Roblox Paid $1.5 Billion to Creators in 2025 and Teenagers Are Getting Rich

Teenager at gaming setup with Roblox game world on screens

Roblox paid out $1.5 billion to its game creators in 2025, a staggering 63% increase from the previous year. The most remarkable part? Many of the platform's top earners are teenagers and high schoolers, turning what started as an after-school hobby into serious six-figure monthly income streams.

The Numbers Are Staggering

Roblox's top 1,000 creators earned an average of $1.3 million each in 2025. But the wealth distribution is heavily skewed — that top 1,000 accounts for 87% of the entire payout pool. The platform now has 144 million monthly active users, and the creator economy has become a legitimate career path for a generation that grew up playing on their parents' iPads.

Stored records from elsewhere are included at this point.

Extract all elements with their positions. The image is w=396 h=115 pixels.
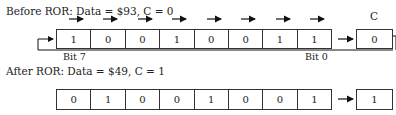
bit-cell: 0 bbox=[229, 30, 263, 48]
after-label: After ROR: Data = $49, C = 1 bbox=[6, 65, 165, 77]
bit-cell: 1 bbox=[91, 90, 125, 109]
bit-cell: 1 bbox=[298, 30, 331, 48]
bit-cell: 1 bbox=[195, 90, 229, 109]
after-register: 0 1 0 0 1 0 0 1 bbox=[56, 89, 332, 110]
bit-cell: 1 bbox=[263, 30, 297, 48]
bit7-label: Bit 7 bbox=[63, 51, 86, 62]
bit-cell: 0 bbox=[195, 30, 229, 48]
bit-cell: 1 bbox=[160, 30, 194, 48]
before-carry-box: 0 bbox=[356, 29, 393, 49]
bit-cell: 0 bbox=[263, 90, 297, 109]
bit-cell: 0 bbox=[57, 90, 91, 109]
bit-cell: 1 bbox=[57, 30, 91, 48]
after-carry-box: 1 bbox=[356, 89, 393, 110]
bit-cell: 0 bbox=[160, 90, 194, 109]
before-register: 1 0 0 1 0 0 1 1 bbox=[56, 29, 332, 49]
bit-cell: 1 bbox=[298, 90, 331, 109]
bit-cell: 0 bbox=[126, 90, 160, 109]
bit0-label: Bit 0 bbox=[305, 51, 328, 62]
bit-cell: 0 bbox=[91, 30, 125, 48]
bit-cell: 0 bbox=[229, 90, 263, 109]
bit-cell: 0 bbox=[126, 30, 160, 48]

Meet the Teen Making $400K a Month

Nate Colley, a 19-year-old from a trailer park in Nova Scotia, Canada, is pulling in $400,000 a month from his Roblox game "Fisch." He built the fishing game between homework and a part-time job at a Chinese restaurant. Today, Fisch attracts millions of players and generates revenue from brand partnerships with companies like Lego and Walmart, which advertise on the game's digital fishing rods.

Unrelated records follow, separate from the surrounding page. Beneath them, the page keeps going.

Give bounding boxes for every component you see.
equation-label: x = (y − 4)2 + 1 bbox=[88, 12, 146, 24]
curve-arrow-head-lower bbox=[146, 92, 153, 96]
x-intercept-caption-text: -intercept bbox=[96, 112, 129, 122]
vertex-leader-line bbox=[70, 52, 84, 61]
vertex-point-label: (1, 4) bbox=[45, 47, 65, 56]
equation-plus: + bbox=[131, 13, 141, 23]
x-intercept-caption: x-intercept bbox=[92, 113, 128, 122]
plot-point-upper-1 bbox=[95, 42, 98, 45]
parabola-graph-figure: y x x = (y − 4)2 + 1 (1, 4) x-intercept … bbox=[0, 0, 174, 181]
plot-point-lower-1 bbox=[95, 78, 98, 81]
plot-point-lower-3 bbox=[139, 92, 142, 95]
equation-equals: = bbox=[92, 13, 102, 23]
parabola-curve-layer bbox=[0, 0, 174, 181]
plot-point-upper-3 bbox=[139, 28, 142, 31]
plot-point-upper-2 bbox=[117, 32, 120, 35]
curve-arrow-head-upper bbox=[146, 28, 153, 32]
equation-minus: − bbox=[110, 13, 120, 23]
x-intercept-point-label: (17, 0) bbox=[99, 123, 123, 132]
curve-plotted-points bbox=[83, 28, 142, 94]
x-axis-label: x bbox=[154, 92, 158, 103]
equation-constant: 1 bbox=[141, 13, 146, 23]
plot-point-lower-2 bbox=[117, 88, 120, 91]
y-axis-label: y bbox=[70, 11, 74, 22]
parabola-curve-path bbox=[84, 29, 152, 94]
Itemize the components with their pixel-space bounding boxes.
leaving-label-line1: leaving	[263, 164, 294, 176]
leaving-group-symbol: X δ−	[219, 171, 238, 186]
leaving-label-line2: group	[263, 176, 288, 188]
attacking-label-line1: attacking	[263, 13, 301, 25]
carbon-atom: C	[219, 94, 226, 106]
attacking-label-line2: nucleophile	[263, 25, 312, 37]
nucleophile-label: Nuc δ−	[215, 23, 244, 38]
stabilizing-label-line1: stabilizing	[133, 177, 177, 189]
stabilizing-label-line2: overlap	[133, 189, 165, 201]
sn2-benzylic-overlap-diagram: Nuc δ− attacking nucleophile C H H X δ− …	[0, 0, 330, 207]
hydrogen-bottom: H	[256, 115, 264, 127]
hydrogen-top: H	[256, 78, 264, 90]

More Than Half Are High Schoolers

Over 50% of Roblox's active creators are high school students. They're building games, designing virtual items, and creating experiences that rival what traditional game studios produce — all while juggling classes and homework. The platform has essentially created a new generation of entrepreneurs who learned business by building things people actually want to play.

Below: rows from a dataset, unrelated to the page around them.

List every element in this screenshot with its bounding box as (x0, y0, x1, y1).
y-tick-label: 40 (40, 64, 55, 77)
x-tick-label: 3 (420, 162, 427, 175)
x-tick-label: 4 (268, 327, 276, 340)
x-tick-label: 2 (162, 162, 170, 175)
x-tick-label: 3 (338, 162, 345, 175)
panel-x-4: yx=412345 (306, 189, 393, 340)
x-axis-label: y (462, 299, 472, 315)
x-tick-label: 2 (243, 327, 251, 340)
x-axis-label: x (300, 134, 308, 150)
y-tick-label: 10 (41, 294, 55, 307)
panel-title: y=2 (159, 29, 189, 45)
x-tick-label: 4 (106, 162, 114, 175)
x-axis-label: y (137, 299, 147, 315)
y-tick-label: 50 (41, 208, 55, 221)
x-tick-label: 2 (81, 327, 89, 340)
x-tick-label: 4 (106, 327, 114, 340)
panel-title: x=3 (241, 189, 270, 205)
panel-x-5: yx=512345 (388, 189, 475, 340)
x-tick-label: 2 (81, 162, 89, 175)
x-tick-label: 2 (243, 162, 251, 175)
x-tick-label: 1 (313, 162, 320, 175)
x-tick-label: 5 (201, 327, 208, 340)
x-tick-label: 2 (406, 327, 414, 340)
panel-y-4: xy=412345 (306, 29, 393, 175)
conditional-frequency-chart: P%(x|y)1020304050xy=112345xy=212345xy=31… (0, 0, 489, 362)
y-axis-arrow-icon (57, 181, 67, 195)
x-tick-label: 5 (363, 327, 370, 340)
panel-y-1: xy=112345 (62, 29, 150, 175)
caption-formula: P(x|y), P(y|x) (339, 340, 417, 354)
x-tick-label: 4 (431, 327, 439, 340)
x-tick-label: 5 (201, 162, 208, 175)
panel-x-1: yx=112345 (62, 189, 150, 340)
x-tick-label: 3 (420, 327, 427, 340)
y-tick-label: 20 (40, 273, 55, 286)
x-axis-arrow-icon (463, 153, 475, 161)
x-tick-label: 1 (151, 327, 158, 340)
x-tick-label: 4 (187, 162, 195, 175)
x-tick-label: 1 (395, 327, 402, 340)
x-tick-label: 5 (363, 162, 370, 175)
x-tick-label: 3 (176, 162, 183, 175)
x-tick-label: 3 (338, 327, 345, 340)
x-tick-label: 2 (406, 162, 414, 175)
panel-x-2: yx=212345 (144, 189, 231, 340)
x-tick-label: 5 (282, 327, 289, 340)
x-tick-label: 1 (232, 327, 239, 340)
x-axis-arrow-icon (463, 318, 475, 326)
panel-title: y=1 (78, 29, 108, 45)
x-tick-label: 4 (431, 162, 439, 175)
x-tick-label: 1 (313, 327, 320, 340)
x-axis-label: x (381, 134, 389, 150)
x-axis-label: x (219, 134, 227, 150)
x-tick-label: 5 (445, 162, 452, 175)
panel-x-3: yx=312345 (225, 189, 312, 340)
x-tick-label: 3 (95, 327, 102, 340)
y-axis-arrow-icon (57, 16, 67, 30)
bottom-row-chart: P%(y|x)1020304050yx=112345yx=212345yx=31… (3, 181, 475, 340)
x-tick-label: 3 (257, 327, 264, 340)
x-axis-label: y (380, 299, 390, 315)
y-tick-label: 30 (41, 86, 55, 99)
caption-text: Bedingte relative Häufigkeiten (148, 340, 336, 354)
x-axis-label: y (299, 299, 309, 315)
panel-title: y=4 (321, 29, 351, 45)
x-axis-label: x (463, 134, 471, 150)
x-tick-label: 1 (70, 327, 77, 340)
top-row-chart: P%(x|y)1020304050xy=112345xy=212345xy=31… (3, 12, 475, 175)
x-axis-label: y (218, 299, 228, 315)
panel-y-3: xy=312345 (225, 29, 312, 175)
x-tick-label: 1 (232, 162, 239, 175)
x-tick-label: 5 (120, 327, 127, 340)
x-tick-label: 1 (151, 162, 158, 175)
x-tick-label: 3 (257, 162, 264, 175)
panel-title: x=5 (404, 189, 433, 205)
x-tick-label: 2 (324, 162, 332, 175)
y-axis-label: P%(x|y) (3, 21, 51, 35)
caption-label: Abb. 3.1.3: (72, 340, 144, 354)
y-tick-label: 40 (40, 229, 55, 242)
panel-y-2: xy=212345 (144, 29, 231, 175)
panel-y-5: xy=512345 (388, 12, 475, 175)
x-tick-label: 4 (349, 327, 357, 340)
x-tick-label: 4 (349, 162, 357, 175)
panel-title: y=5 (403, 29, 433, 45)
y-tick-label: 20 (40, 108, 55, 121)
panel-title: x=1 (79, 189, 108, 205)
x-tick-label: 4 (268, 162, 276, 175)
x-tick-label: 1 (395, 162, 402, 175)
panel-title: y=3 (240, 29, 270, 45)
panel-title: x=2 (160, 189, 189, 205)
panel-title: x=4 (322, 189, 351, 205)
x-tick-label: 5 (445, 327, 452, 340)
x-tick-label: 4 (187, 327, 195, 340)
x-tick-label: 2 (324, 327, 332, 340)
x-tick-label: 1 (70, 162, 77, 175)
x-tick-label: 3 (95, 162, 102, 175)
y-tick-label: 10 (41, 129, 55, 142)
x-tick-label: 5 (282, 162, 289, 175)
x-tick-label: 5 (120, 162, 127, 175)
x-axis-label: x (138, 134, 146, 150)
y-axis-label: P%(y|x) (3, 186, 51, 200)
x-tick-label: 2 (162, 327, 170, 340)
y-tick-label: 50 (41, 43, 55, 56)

While Major Studios Cut Jobs

The irony is hard to miss. While major game studios have been laying off thousands of employees and canceling blockbuster projects, teenage Roblox creators are thriving. The platform's low barrier to entry — free development tools, built-in distribution, and a massive audience — has democratized game development in ways the traditional industry never anticipated.

The Bottom Line

Roblox's creator economy is both inspiring and sobering. A 19-year-old making $400K a month from a fishing game he built as a hobby is a feel-good story. But the 87% wealth concentration among the top 1,000 creators mirrors the same inequality we see everywhere else in tech. For every Nate Colley, there are thousands of kids making pennies. Still, the fact that the platform paid out $1.5 billion — more than many traditional game publishers' entire revenue — shows that the future of gaming might look nothing like what the industry expected.